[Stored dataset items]

★ ★ ★ ★ ★ ★ ★

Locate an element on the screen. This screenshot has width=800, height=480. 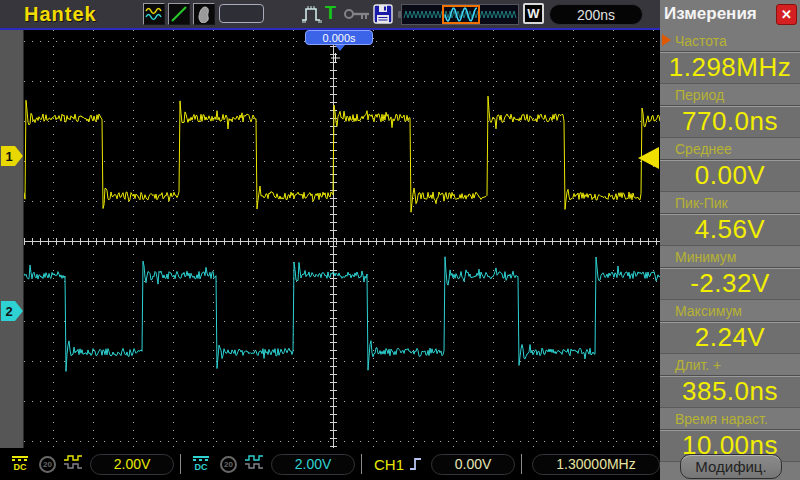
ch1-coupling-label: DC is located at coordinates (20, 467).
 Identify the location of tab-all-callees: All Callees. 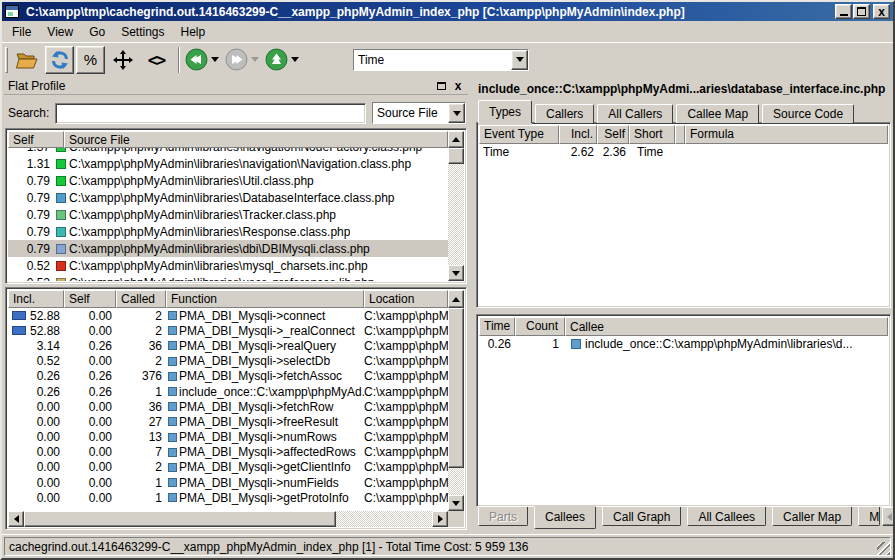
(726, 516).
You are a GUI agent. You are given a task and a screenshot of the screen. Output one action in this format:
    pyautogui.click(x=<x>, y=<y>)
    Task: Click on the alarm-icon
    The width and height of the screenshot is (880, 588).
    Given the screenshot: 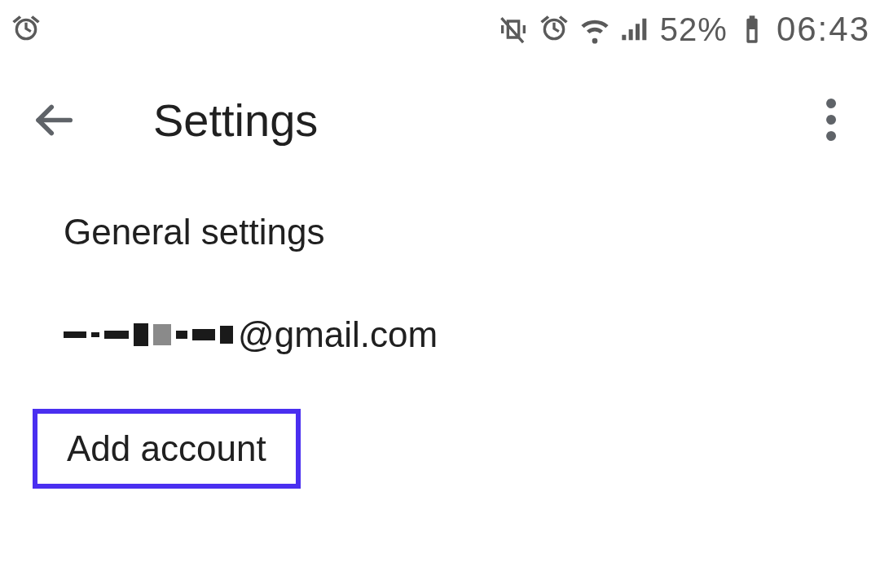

★ ★ ★ ★ ★ ★ ★

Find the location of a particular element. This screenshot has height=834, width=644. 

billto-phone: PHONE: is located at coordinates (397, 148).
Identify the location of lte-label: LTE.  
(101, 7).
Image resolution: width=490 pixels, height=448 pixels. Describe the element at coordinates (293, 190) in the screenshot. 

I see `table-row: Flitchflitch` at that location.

★ ★ ★ ★ ★ ★ ★

Above are the records; return the lines in them from the one with "Locate an element" to the one with "Task: Click on the alarm-icon", inclusive, exactly and without images.

## SOLUTION TO THE PROBLEM
Locate an element on the screen. This screenshot has width=800, height=480. 
ch1-coupling-label: DC is located at coordinates (20, 467).
 Identify the location of tab-all-callees: All Callees. 
(726, 516).
You are a GUI agent. You are given a task and a screenshot of the screen. Output one action in this format:
    pyautogui.click(x=<x>, y=<y>)
    Task: Click on the alarm-icon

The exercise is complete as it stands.